Exploiting Emotions
Leah Walker and Zoë Brammer
SUMMARY
Digital systems exploit and manipulate emotions by design. Emotions prompt people to use digital tools, engage with content, products, and services, respond to advertisements, stay on or return to digital platforms, and even take action offline as a result of online experience. The design of the digital environment, especially its visual nature, also heightens user emotions, often creating an addictive cycle. Because emotions affect how we process, engage with, and often act upon information, they play a central role in the relationship between digital tools and democracy.
The DCDI team’s research into the relationship between digital tools and emotions includes three key insights:
- Cognitive openings created as a result of difficult life events create a moment of vulnerability. When presented with something that feels like it could solve your emotional problem and give you a purpose, people are easily isolated and radicalized.
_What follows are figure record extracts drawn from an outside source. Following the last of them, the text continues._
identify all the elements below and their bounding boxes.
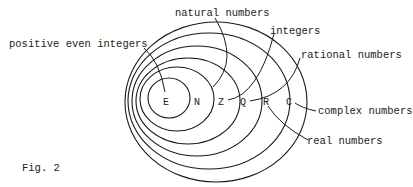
leader-natural <box>213 18 227 87</box>
leader-real <box>268 106 308 140</box>
symbol-Z: Z <box>218 97 224 108</box>
label-rational-numbers: rational numbers <box>301 49 402 61</box>
ellipse-complex <box>125 22 307 182</box>
symbol-E: E <box>163 97 169 108</box>
label-integers: integers <box>270 25 320 37</box>
leader-complex <box>295 103 316 111</box>
label-positive-even-integers: positive even integers <box>9 38 148 50</box>
label-real-numbers: real numbers <box>307 135 383 147</box>
symbol-N: N <box>194 97 200 108</box>
symbol-Q: Q <box>240 97 246 108</box>
symbol-C: C <box>286 97 292 108</box>
ellipse-natural <box>140 67 214 131</box>
label-natural-numbers: natural numbers <box>175 7 270 19</box>
figure-caption: Fig. 2 <box>22 162 60 174</box>
number-sets-diagram: E N Z Q R C positive even integers natur… <box>0 0 413 187</box>
leader-integers <box>228 34 274 100</box>
label-complex-numbers: complex numbers <box>318 105 413 117</box>
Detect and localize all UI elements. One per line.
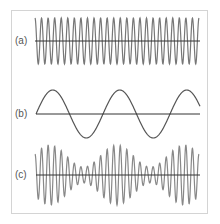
waveforms — [0, 0, 220, 224]
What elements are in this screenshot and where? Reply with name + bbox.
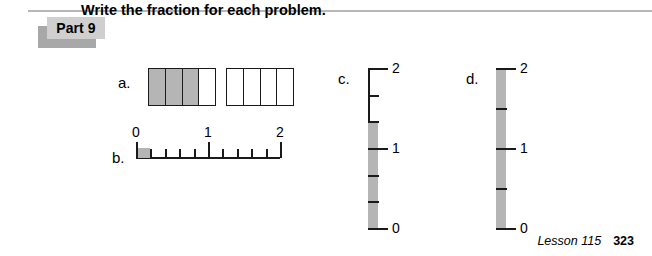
problem-b-label: b. [112,149,125,166]
number-line-minor-tick [222,149,224,158]
number-line-minor-tick [368,121,379,123]
number-line-minor-tick [496,188,507,190]
number-line-major-tick [496,148,516,150]
instruction-text: Write the fraction for each problem. [81,2,326,18]
number-line-minor-tick [496,108,507,110]
number-line-major-tick [368,68,388,70]
number-line-minor-tick [237,149,239,158]
number-line-tick-label: 2 [520,60,528,76]
page-number: 323 [613,234,634,248]
number-line-minor-tick [179,149,181,158]
number-line-major-tick [208,142,210,158]
number-line-minor-tick [266,149,268,158]
number-line-major-tick [368,228,388,230]
number-line-major-tick [496,68,516,70]
number-line-tick-label: 0 [132,124,140,140]
bar-cell [149,69,166,105]
page-footer: Lesson 115323 [537,234,634,248]
bar-cell [183,69,200,105]
number-line-major-tick [496,228,516,230]
number-line-minor-tick [368,201,379,203]
problem-a-label: a. [118,74,131,91]
number-line-tick-label: 0 [520,220,528,236]
part-badge: Part 9 [47,17,105,39]
number-line-tick-label: 1 [392,140,400,156]
bar-model-whole-2 [226,68,294,106]
number-line-minor-tick [251,149,253,158]
number-line-minor-tick [165,149,167,158]
problem-d-label: d. [466,70,479,87]
number-line-minor-tick [368,175,379,177]
bar-cell [199,69,215,105]
number-line-tick-label: 2 [276,124,284,140]
bar-cell [261,69,278,105]
number-line-tick-label: 1 [204,124,212,140]
number-line-minor-tick [194,149,196,158]
problem-c-label: c. [338,70,350,87]
number-line-minor-tick [150,149,152,158]
bar-cell [227,69,244,105]
number-line-major-tick [136,142,138,158]
bar-model-whole-1 [148,68,216,106]
number-line-shaded-region [136,148,150,158]
bar-cell [244,69,261,105]
lesson-label: Lesson 115 [537,234,601,248]
number-line-major-tick [280,142,282,158]
bar-cell [166,69,183,105]
bar-cell [277,69,293,105]
number-line-minor-tick [368,95,379,97]
number-line-tick-label: 2 [392,60,400,76]
number-line-major-tick [368,148,388,150]
number-line-tick-label: 1 [520,140,528,156]
number-line-tick-label: 0 [392,220,400,236]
- In social networks, the processes of recognition and status negotiation are intertwined with emotions; the more someone likes/links to your posts, the higher you will be ranked and listed in news feeds. As Javier Serrano-Puche puts it, “Since sharing emotions is essential for creating and maintaining social ties, somehow the status of social networks revolves around the emotions and feelings that users express about themselves, but at the same time find resonance among their circle of contacts.”
- Digital technologies are affecting the cognitive processes that interact with emotional responses, including memory, attention, and reasoning.